Diary


Fixing what is broken

Former trustees involved in Bishop Estate scandal attend 'Broken Trust' forum

Last Wednesday, Small Business Hawaii and [HawaiiReporter.com] co-hosted ‘Broken Trust: An Historic Forum on Political Corruption in Hawaii.’ The discussion panel included five individuals who were key to exposing and righting the wrongs that occurred in the Bishop Estate/Kamehameha Schools scandal that became Hawai’i’s juiciest story in the second half of the ’90s, including University of Hawai’i law professor Randall Roth and federal Judge Samuel King, the co-authors of Broken Trust: Greed, Mismanagement & Political Manipulation at America’s Largest Charitable Trust. Also in attendance were tarnished trustees Henry Peters and Dickie Wong.

The panelists chronicled the events that eventually forced the ouster of the five trustees in 1999, underscoring the abuses of the charitable trust established by Princess Bernice Pauahi Bishop and the absence of accountability. The main issue that surfaced during the discussion questioned whether the existing $10 billion trust would be better managed as a not-for-profit corporation.

‘The trust is a horse-drawn buggy cartÖno longer fit for the 21< +>st< +> century,’ Judge King said. He pointed out that numerous provisions of Pauahi’s have already been breached, from the requirement that trustees be Protestant to the appointment of trustees by the Hawai’i Supreme Court–implying that changing its structure would be copasetic. He added that unlike trustees, the board of directors at the Bishop Museum, Harvard, Yale and Punahou–all structured as corporations–serve as active fundraisers and don’t collect any fee.

During audience questioning time, Henry Peters stood up to face what he called ‘the den of lions.’ ‘This attack against the trustees was very calculated, very maliciousÖI have no problems with people writing books, but this leaves out very important facts,’ he said. ‘If they had a case, we would have been behind bars.’

Peters insisted that Princess Pauahi established the trust purposefully, knowing she had the option of creating a corporation–at the time, Harvard and Punahou had already been established. ‘Who’s this ‘we?’ What can ‘we’ do?’ he said. ‘This belongs to a single individual, and that’s the princess. She wanted five judges, five trustees.’ According to Peters, changing the structure would subject the entity to a tax code that would put the emphasis on liquidity as opposed to the accumulation of wealth (the basis of which, for Bishop Estate, has always been real estate).

In a codicil to her will, Pauahi directed the trustees not to sell any property unless it was necessary to maintain the schools. ‘That is the most underhanded way of restructuring the will,’ says Peters.

In light of the current case involving Kamehameha Schools’ admission policy, state Sen. Colleen Hanabusa asked what would happen to the Hawaiian restriction. Roth responded that there were various ways that admissions could still be conducted to derive the desired student body even if blood quantum was not a criterion, if in fact, that’s what the structure dictates.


* _Problem statement_
Transcribe the lines exactly, beginning with the one that contains "Describe the element at coordinates (216, 173)" and ending with the final line of the records. Do not transcribe pictures.

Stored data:
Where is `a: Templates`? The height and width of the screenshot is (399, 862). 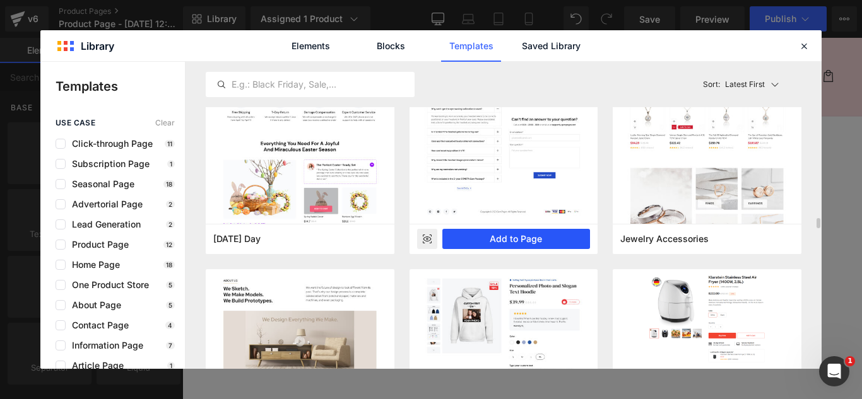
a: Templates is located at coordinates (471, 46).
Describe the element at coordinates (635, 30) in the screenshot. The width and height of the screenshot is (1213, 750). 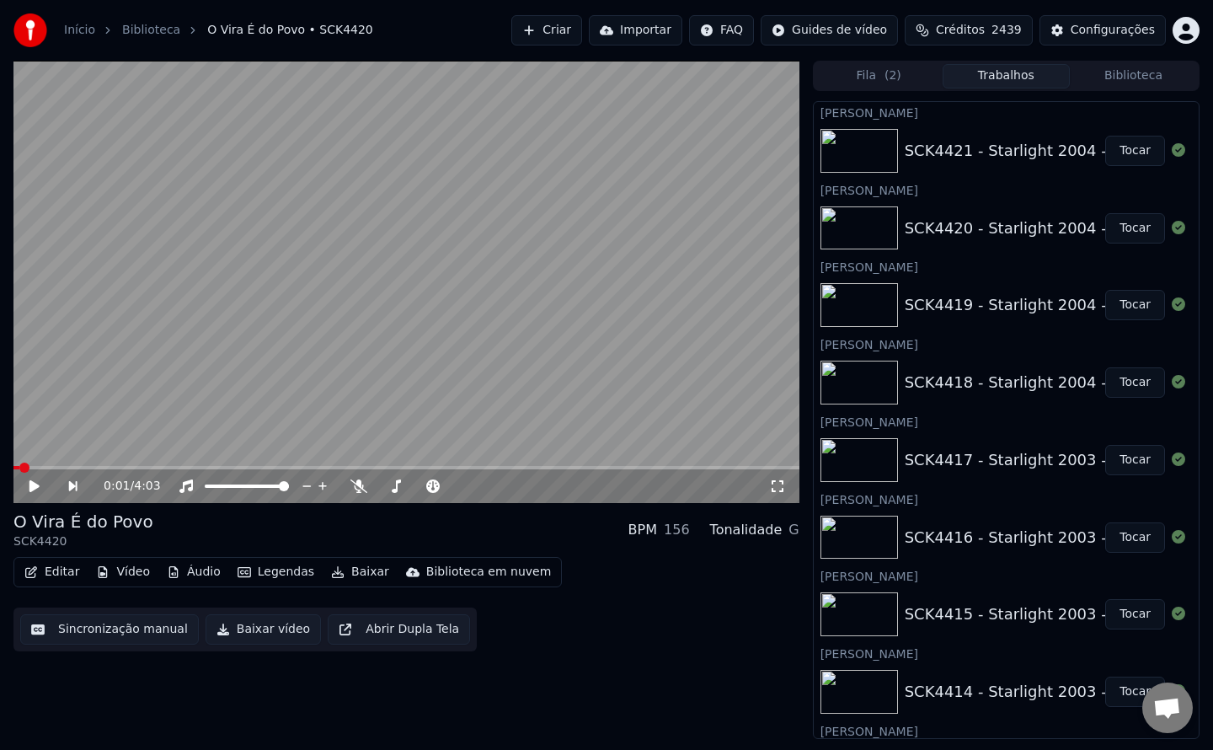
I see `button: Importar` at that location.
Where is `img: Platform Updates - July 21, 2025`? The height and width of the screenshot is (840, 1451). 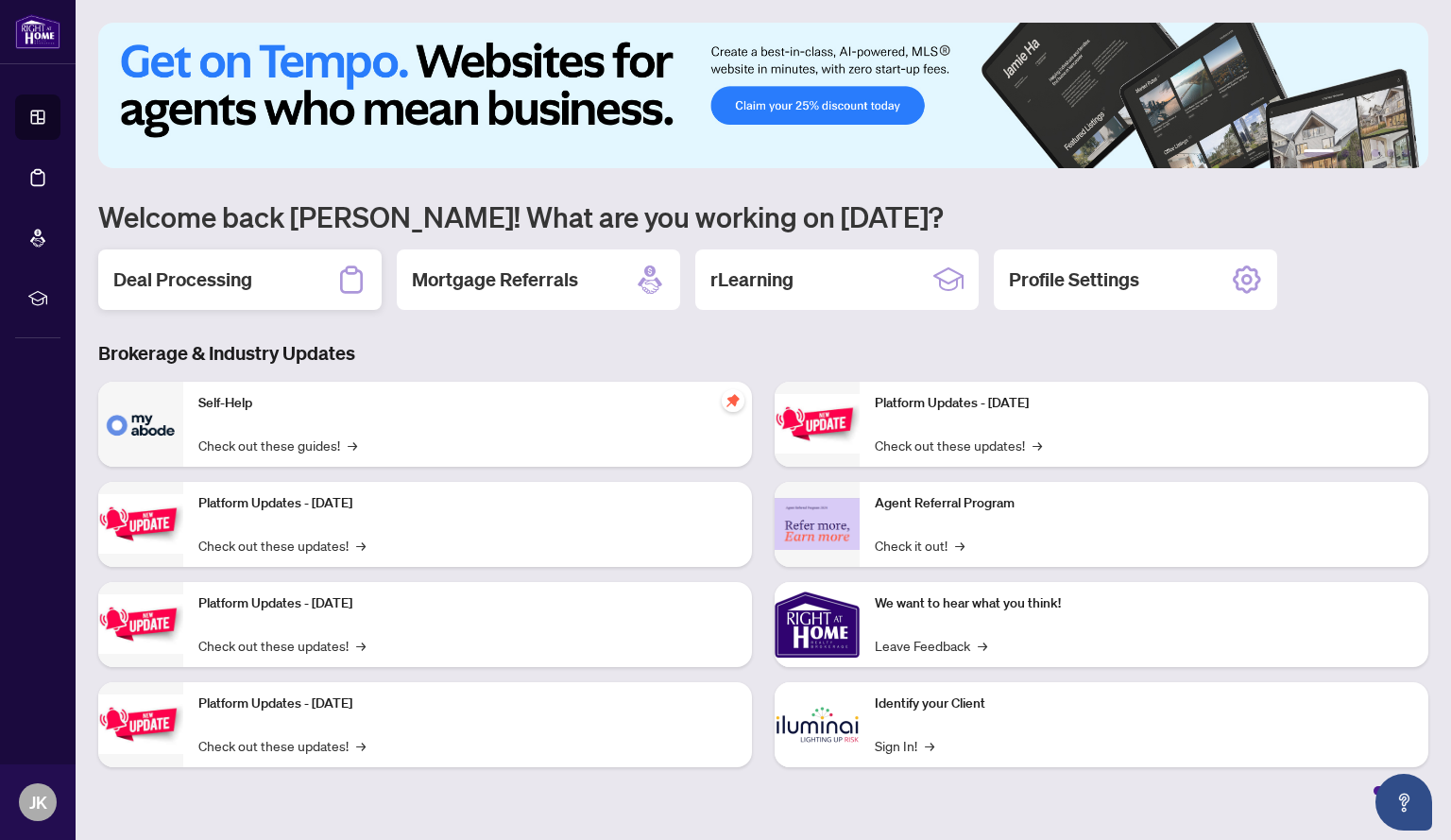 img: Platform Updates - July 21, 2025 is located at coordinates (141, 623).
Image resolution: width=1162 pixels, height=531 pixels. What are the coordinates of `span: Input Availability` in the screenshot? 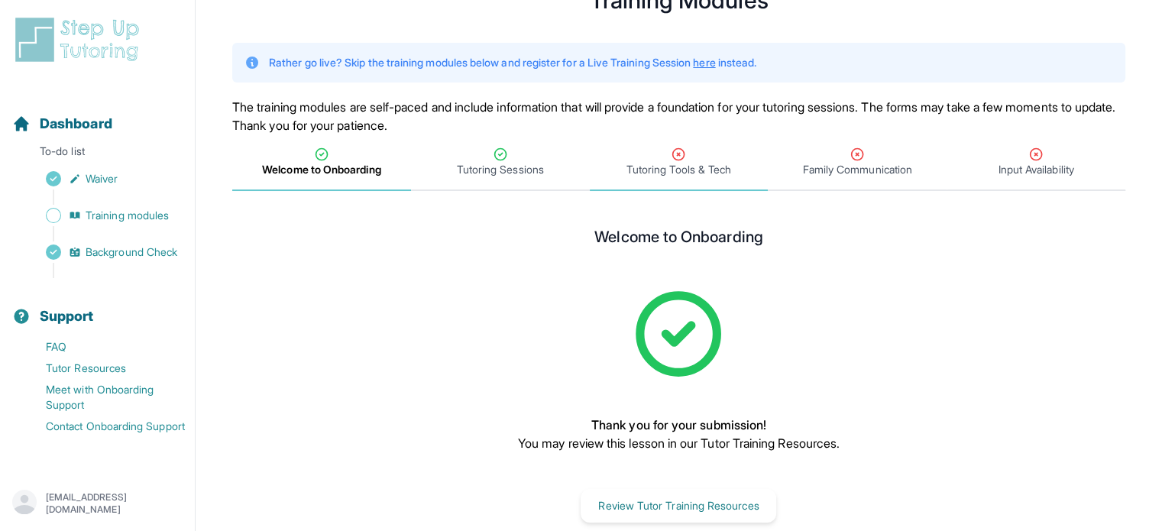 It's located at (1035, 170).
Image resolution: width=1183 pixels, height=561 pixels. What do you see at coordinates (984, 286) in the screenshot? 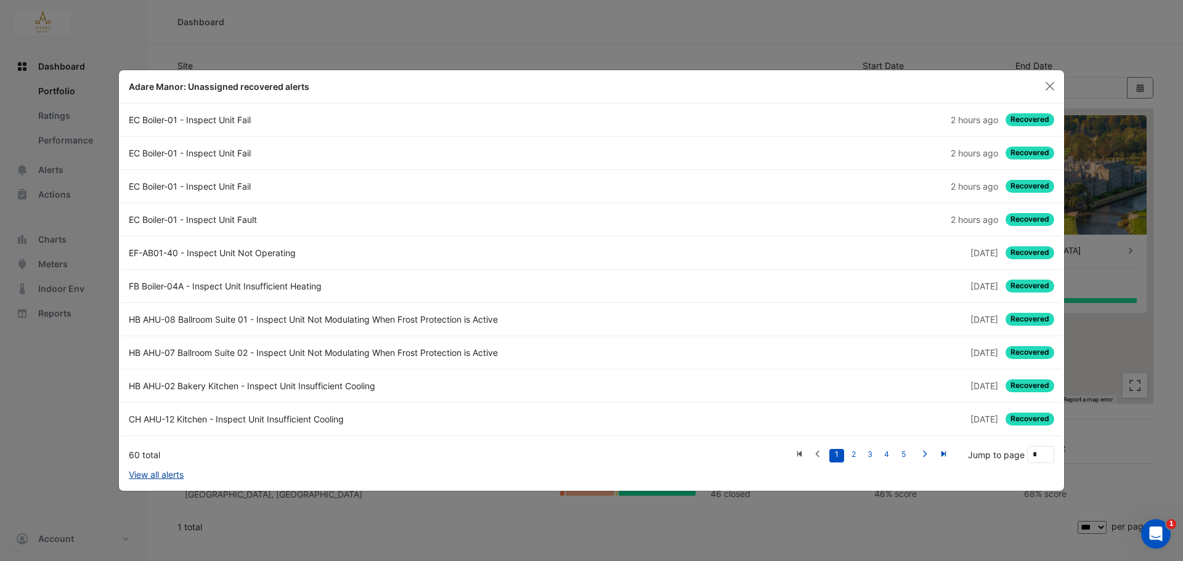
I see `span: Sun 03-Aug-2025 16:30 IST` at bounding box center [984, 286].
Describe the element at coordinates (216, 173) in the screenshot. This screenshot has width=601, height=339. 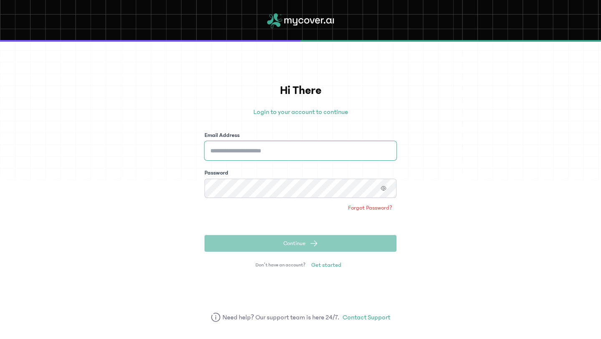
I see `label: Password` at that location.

* _Solution_
Describe the element at coordinates (216, 173) in the screenshot. This screenshot has width=601, height=339. 
I see `label: Password` at that location.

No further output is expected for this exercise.